Most people have an inaccurate view of commerce. Most people see it as based on competition. They see Microsoft and Apple suing everybody left and right to try and gain an advantage in the marketplace. They see large companies buying smaller companies with potentially better products sometimes to keep them off the market. They see movies about aggressive business owners and corporate leaders plotting the demise of others in their field.
What most people don't see is that 98% of commerce is cooperation. It is cooperation in the work environment. It is cooperation in the development of industry standards. It is cooperation in relationships with suppliers and contractors.
Cooperation is the milieu in which commerce actually operates despite the superficial evidence of competitiveness. When a business needs help it turns to a wide range of independent contractors, lawyers, designers, business consultants, engineers, accountants and headhunters. In each of these relationships there is no contract, there is just an assumption of cooperation mixed with a little bit of self-interest. Self-interest usually leads to cooperation.
If one looks at the entire world of commerce people are helping each other every day in hundreds of ways without contracts merely based on trust and goodwill. Cooperation is the ground milieu in which commerce operates and thrives.
Somehow we need to make it clear when a person buys an apple. The entire supply chain of cooperation and goodwill exists to get that apple from the tree to the final buyer.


▸ **To do**:
No pictures, nothing altered: return the data below.

▸ **Information given**:

★ ★ ★ ★ ★

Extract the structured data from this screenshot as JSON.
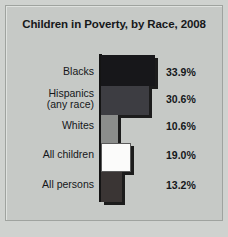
{
  "chart_data": {
    "type": "bar",
    "orientation": "horizontal",
    "title": "Children in Poverty, by Race, 2008",
    "xlabel": "",
    "ylabel": "",
    "categories": [
      "Blacks",
      "Hispanics (any race)",
      "Whites",
      "All children",
      "All persons"
    ],
    "values": [
      33.9,
      30.6,
      10.6,
      19.0,
      13.2
    ],
    "value_labels": [
      "33.9%",
      "30.6%",
      "10.6%",
      "19.0%",
      "13.2%"
    ],
    "xlim": [
      0,
      36
    ],
    "grid": false,
    "legend": false,
    "bar_colors": [
      "#17171a",
      "#3d3d42",
      "#8b8d8b",
      "#fbfbfa",
      "#3a3534"
    ],
    "background": "#c6c9c6",
    "bars": [
      {
        "category": "Blacks",
        "label_lines": [
          "Blacks"
        ],
        "value": 33.9,
        "value_label": "33.9%",
        "color": "#17171a"
      },
      {
        "category": "Hispanics (any race)",
        "label_lines": [
          "Hispanics",
          "(any race)"
        ],
        "value": 30.6,
        "value_label": "30.6%",
        "color": "#3d3d42"
      },
      {
        "category": "Whites",
        "label_lines": [
          "Whites"
        ],
        "value": 10.6,
        "value_label": "10.6%",
        "color": "#8b8d8b"
      },
      {
        "category": "All children",
        "label_lines": [
          "All children"
        ],
        "value": 19.0,
        "value_label": "19.0%",
        "color": "#fbfbfa"
      },
      {
        "category": "All persons",
        "label_lines": [
          "All persons"
        ],
        "value": 13.2,
        "value_label": "13.2%",
        "color": "#3a3534"
      }
    ]
  }
}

★ ★ ★ ★ ★

▸ **Solution to the exercise**:
Extract the structured data from this screenshot as JSON.
{
  "chart_data": {
    "type": "bar",
    "orientation": "horizontal",
    "title": "Children in Poverty, by Race, 2008",
    "xlabel": "",
    "ylabel": "",
    "categories": [
      "Blacks",
      "Hispanics (any race)",
      "Whites",
      "All children",
      "All persons"
    ],
    "values": [
      33.9,
      30.6,
      10.6,
      19.0,
      13.2
    ],
    "value_labels": [
      "33.9%",
      "30.6%",
      "10.6%",
      "19.0%",
      "13.2%"
    ],
    "xlim": [
      0,
      36
    ],
    "grid": false,
    "legend": false,
    "bar_colors": [
      "#17171a",
      "#3d3d42",
      "#8b8d8b",
      "#fbfbfa",
      "#3a3534"
    ],
    "background": "#c6c9c6",
    "bars": [
      {
        "category": "Blacks",
        "label_lines": [
          "Blacks"
        ],
        "value": 33.9,
        "value_label": "33.9%",
        "color": "#17171a"
      },
      {
        "category": "Hispanics (any race)",
        "label_lines": [
          "Hispanics",
          "(any race)"
        ],
        "value": 30.6,
        "value_label": "30.6%",
        "color": "#3d3d42"
      },
      {
        "category": "Whites",
        "label_lines": [
          "Whites"
        ],
        "value": 10.6,
        "value_label": "10.6%",
        "color": "#8b8d8b"
      },
      {
        "category": "All children",
        "label_lines": [
          "All children"
        ],
        "value": 19.0,
        "value_label": "19.0%",
        "color": "#fbfbfa"
      },
      {
        "category": "All persons",
        "label_lines": [
          "All persons"
        ],
        "value": 13.2,
        "value_label": "13.2%",
        "color": "#3a3534"
      }
    ]
  }
}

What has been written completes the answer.